Copy the lines below, please, starting with the one that contains "is (1352, 760)." and ending with the last. Pictures stay out.

__Stored items__
■ ■ ■ ■ ■ ■ ■

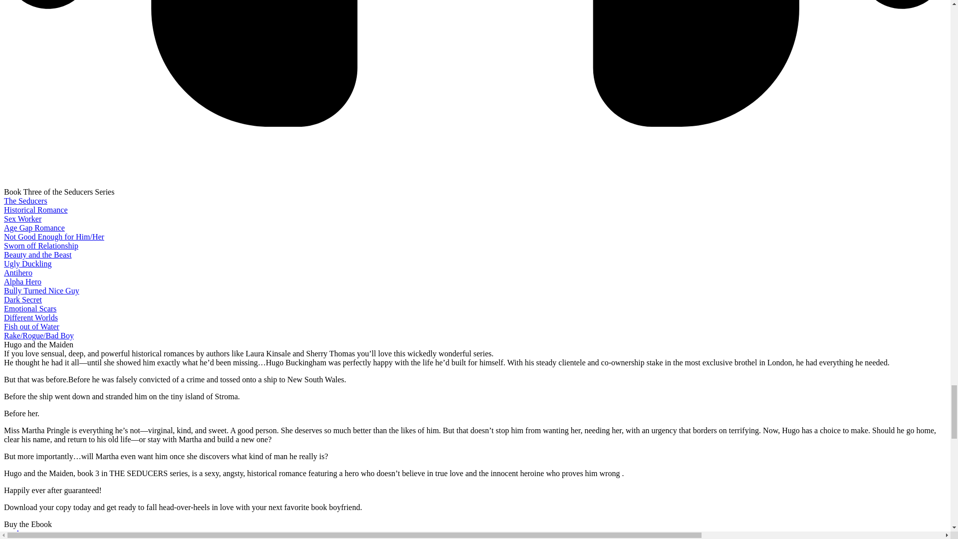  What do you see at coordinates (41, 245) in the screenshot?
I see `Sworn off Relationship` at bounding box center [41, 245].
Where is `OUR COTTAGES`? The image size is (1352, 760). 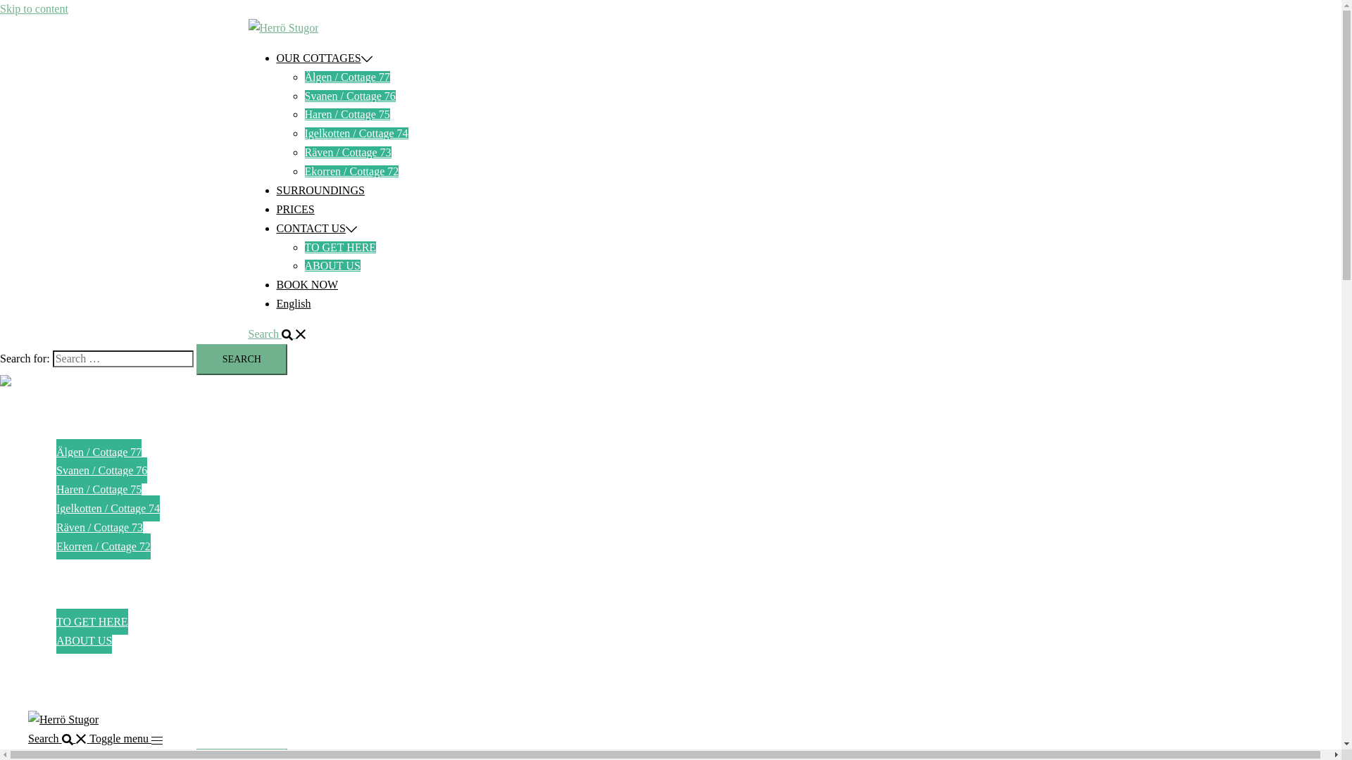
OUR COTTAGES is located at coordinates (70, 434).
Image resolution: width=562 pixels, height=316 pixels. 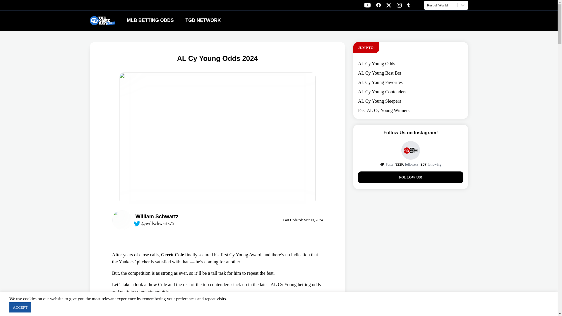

■ ■ ■ ■ ■ ■ ■

__Solution to the exercise__
Where is `OUR COTTAGES`? The image size is (1352, 760). 
OUR COTTAGES is located at coordinates (70, 434).
Image resolution: width=562 pixels, height=316 pixels. 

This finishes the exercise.